From Canto II of Don Juan:
For all we know that English people are
Fed upon beef - I won't say much of beer
Because 'tis liquor only, and being far
From this my subject, has no business here;
We know too, they are very fond of war,
A pleasure - like all pleasures - rather dear;
So were the Cretans - from which I infer
That beef and battle both were owing her . . .
(Section CLVI)

Extract from The Extended Circle by Jon Wynne-Tyson, © 1975:
From Don Juan
And angling , too, that solitary vice,
Whatever Izaak Walton sings or says:
The quaint, old, cruel coxcomb, in his gullet
Should have a hook, and a small trout to pull it.
Bryon comments in his Notes: This sentimental savage, whom it is a mode to quote (amongst the novelists) to show their sympathy for innocent sports and old songs, teaches how to sew up frogs, and break their legs by way of experiment, in addition to the art of angling, the cruelest, the coldest, and the stupidest of pretended sports.
Extract from Shelley by Edward Blunden 1946:
[in Ravenna, Italy 1818] Talk on these and other topics went on until six in the morning, but then in Byron's house even Shelley resigned himself to getting up at midday.
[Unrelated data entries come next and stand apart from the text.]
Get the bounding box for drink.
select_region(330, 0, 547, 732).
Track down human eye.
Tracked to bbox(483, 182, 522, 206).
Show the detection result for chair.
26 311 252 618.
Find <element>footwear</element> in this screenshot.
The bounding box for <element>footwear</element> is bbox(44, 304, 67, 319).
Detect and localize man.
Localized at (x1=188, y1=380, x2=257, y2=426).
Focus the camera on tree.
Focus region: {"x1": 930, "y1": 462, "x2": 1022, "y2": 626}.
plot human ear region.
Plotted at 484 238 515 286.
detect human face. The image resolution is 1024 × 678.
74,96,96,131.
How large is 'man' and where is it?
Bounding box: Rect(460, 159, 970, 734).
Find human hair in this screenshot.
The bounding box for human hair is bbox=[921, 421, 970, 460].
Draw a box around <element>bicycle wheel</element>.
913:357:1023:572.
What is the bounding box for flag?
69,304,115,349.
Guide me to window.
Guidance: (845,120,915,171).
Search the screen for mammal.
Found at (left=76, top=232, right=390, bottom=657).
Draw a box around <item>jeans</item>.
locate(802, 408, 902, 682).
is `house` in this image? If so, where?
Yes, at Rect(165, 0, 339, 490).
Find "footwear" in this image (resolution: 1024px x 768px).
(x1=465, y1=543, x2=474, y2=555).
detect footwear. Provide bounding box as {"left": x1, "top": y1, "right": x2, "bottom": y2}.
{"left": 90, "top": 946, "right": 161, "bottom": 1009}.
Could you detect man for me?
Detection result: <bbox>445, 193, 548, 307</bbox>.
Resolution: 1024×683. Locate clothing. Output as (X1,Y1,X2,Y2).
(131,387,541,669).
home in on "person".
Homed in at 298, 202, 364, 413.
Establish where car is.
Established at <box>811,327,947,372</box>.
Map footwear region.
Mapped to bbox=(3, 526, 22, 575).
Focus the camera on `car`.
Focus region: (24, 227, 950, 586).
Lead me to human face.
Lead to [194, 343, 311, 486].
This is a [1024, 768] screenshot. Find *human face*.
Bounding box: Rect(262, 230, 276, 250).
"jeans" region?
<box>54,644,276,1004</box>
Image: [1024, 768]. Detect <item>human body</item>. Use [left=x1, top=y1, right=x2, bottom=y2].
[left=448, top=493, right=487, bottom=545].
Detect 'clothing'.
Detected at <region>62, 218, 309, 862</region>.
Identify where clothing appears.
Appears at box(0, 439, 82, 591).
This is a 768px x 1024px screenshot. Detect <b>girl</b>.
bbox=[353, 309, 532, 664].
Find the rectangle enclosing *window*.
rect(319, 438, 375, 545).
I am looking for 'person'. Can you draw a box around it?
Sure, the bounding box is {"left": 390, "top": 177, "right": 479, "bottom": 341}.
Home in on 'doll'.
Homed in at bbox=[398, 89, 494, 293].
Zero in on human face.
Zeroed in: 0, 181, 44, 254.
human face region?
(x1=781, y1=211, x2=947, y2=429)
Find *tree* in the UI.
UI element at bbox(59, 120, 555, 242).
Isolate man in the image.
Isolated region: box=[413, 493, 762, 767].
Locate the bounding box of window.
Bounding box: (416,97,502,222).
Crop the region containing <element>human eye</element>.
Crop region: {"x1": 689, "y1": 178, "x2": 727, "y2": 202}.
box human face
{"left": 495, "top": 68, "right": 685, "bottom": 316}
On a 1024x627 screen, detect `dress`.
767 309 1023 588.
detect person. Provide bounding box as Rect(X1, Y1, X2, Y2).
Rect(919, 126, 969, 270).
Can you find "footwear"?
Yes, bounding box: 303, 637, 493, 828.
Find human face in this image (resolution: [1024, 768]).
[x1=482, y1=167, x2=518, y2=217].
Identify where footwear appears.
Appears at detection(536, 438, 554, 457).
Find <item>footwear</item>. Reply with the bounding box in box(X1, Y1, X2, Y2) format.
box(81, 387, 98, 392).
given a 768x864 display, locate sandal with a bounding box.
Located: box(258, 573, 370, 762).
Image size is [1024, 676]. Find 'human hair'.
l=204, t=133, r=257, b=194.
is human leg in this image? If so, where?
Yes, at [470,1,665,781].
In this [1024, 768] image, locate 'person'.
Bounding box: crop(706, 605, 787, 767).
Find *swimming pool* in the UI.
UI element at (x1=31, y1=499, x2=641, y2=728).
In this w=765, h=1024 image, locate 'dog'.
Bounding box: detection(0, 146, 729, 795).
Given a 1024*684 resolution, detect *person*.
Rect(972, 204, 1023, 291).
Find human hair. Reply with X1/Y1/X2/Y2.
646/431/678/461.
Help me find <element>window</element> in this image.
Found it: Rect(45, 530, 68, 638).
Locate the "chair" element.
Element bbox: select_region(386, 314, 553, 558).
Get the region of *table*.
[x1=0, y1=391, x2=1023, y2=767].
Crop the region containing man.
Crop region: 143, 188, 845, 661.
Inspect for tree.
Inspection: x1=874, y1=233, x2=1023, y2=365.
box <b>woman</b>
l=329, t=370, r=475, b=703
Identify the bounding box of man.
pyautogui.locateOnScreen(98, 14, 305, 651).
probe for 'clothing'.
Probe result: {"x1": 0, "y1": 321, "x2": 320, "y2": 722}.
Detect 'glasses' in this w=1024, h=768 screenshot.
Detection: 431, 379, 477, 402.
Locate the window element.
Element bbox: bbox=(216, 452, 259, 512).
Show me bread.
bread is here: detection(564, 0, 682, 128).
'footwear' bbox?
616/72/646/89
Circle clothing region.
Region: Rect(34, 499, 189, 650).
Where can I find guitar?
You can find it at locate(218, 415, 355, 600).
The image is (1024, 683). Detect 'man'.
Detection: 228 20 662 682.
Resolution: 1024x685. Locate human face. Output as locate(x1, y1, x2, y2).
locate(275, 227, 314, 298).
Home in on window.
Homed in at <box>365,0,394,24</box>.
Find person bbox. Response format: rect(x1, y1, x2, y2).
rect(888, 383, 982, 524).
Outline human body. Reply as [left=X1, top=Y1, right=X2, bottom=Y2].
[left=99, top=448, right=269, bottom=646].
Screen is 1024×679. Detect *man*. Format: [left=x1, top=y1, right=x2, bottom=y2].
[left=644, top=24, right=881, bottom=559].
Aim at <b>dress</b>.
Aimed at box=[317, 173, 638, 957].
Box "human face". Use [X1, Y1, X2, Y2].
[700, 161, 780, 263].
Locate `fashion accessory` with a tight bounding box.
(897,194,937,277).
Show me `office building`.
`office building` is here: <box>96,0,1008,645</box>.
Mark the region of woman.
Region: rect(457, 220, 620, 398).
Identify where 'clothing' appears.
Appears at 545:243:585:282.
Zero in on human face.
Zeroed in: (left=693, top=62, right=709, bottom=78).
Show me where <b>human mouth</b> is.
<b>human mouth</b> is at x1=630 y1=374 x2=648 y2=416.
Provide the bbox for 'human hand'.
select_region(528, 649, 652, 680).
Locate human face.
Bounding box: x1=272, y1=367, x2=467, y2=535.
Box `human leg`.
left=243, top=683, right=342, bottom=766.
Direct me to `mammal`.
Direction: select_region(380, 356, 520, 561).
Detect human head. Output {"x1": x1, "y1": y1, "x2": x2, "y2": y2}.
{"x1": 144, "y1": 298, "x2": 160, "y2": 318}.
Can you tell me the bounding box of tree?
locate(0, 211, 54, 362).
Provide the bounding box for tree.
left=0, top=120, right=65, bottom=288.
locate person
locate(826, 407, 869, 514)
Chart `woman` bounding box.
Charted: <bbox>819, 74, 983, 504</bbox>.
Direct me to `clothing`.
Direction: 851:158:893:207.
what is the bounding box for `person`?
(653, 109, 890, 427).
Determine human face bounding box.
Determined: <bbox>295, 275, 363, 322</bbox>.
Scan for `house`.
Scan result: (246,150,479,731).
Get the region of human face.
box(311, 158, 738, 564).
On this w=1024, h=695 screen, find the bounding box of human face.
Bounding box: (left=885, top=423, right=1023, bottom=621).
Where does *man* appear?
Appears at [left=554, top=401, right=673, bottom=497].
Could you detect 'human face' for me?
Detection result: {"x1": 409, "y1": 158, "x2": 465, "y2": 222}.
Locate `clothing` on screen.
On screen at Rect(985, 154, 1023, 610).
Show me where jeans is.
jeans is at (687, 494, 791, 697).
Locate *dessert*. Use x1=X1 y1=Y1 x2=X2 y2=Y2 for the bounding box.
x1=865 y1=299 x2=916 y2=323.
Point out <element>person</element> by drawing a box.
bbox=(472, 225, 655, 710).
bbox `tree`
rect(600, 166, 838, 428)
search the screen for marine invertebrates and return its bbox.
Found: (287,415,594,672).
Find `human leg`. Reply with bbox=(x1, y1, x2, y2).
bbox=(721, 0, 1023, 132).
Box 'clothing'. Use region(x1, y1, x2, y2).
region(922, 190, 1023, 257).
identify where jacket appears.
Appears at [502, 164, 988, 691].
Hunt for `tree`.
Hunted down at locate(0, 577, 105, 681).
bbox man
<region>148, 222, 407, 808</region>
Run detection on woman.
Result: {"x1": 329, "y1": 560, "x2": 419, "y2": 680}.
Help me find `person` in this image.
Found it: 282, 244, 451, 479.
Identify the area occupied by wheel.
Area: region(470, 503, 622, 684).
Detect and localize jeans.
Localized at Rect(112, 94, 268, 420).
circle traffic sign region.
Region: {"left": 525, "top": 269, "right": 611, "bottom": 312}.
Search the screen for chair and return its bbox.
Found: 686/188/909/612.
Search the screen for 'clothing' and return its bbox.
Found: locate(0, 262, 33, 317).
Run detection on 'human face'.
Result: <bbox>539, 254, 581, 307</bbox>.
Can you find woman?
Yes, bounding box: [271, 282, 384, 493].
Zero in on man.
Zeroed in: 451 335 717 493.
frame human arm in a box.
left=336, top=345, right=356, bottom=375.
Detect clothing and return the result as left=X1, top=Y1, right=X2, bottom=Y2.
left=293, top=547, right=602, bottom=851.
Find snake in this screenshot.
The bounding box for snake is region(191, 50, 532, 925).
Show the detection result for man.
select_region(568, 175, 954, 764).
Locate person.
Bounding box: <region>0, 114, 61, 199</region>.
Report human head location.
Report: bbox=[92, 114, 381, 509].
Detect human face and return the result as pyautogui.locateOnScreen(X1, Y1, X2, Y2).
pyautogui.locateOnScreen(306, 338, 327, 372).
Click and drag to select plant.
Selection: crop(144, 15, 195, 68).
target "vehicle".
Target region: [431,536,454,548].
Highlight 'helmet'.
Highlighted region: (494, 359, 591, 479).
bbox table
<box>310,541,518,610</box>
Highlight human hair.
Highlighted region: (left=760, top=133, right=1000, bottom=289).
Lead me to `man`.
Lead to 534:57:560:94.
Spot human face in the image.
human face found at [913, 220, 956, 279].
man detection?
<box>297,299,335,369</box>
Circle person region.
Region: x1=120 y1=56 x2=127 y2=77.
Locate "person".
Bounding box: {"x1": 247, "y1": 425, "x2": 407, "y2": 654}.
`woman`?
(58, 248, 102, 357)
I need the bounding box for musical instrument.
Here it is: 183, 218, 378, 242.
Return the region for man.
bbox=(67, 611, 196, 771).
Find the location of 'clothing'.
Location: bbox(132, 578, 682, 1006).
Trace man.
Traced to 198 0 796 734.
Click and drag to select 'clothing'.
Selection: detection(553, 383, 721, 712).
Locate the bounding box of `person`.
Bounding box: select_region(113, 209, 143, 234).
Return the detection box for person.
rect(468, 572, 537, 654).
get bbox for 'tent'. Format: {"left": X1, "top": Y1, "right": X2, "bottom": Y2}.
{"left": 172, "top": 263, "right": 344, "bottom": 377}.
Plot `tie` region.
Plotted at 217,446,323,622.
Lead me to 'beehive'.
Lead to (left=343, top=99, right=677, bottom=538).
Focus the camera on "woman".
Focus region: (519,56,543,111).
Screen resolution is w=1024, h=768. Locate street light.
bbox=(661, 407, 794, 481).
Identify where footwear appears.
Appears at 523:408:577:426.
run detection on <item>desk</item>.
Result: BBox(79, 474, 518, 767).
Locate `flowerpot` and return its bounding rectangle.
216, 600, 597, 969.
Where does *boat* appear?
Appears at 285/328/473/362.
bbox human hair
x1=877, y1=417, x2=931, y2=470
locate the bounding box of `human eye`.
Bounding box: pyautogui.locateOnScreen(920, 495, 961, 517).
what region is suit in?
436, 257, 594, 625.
Byron breakfasted in the afternoon, they talked or read till six, went for a ride through the pine forests, dined at eight and so to talk again. One of Byron's characteristics could not have been missed by any visitor. Madame Guiccioli found it very comical, and would tell a good story about it. For Michaelmas Day Byron regularly resolved to have a roast goose, and bought one; but by the time he had fattened it for a month the goose and he were such friends that the bird did not come to the table, and another was bought. At last he possesed four pet geese which travelled in cages under his carriage. Shelley's catalogue of Byron's zoo ("besides servants"), omitting geese, includes "ten horses, eight enormous dogs, three monkeys, five cats, an eagle, a crow and a falcon; and all these except the horses, walk about the house, which every now and then resounds with their unarbitrated quarrels, as if they were masters of it." Shelley supposed that this list was complete, but as he departed "met on the grand staircase five peacocks, two guinea hens, and an Egyptian crane. I wonder who all these animals were before they were changed into these shapes."